Is today’s Uganda better or worse-off?

Before Ugandans head for the polls on February 18, 2011 to elect a president, members of parliament, district councilors and mayors, it might be helpful to consider the following developments.

1. The general standard of living of Ugandans has not reached the level attained in 1970.

2. Fifty two percent of Ugandans live below the poverty line of $1.25 a day (HDR 2010).

3. Some twenty percent of Ugandans in the lowest income bracket have become poorer.

4. Economic growth has fallen short of 7 or 8 percent required as a minimum to meet the Millennium Development Goals (MDGs) by 2015.

5. Seventy percent of Uganda’s GDP is generated in Kampala and its vicinity with a population of some two million. The remaining 31 million Ugandans contribute a mere 30 percent of GDP.

6. Household income distribution is highly skewed with 20 percent in the highest income bracket taking over 50 percent while 40 percent in the lowest income bracket taking 15 percent. Urban areas have performed relatively better than rural areas and southern has performed relatively better than northern Uganda.

The cost of having Museveni as Uganda’s president

As campaigning for February 2011 presidential elections enters the last phase, Ugandans need to consider the following illustrative events before deciding whether or not to re-elect Museveni for another five-year term.

1. There are increasing allegations that Museveni and/or his collaborators murdered key Ugandans to discredit Amin and have him overthrown.

2. There are increasing allegations that human, physical and institutional destruction in the Luwero Triangle was committed by Museveni and his guerrilla fighters to discredit Obote and have him overthrown.

3. There are reports that Museveni prolonged the northern and eastern war causing much destruction in human, physical and institutional terms. He was forced by the international community to end the war. Museveni should not earn credit for ending the war and be re-elected by northern and eastern voters.

4. A few months after he formed the government, Museveni introduced new Uganda currency and charged 30 percent conversion tax against the advice of IMF as such a tax hike would significantly reduce household incomes and cause untold suffering which it did in many families. It is not clear where that revenue went.

What happened to Uganda historians?

In many countries, history or civics is a compulsory subject in schools. The idea is that students should know where their ancestors came from, how they have interacted with others over time and how they are governed.

Because Africa was considered a “Dark Continent” at the time of colonization, Europeans assumed it had no history and darkness was not a subject of history. Thus during colonial days, we were taught the history of European explorers and missionaries in Africa. The little Uganda history we were taught was about kings and their royal courts because first colonial and missionary officials came from aristocratic families in Europe and were not interested in peasant or commoners history. The first batch of Uganda historians was either from royal families or connected with the royal court. So for some years after independence, Ugandans continued to be taught the history of royal courts and British work in Uganda.

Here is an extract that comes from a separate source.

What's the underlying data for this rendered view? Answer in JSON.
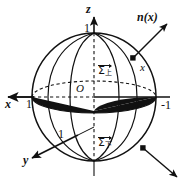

A new breed of historians emerged after independence led by Prof. B. A. Ogot, Kenyan mathematician turned historian who taught me in Nairobi. They began research into the history of Africans which led “to abandon certain formerly accepted terms and to introduce others”. Uganda historians began to write a new history of Uganda about who Ugandans are, where they came from and where they live and how they have interacted with one another.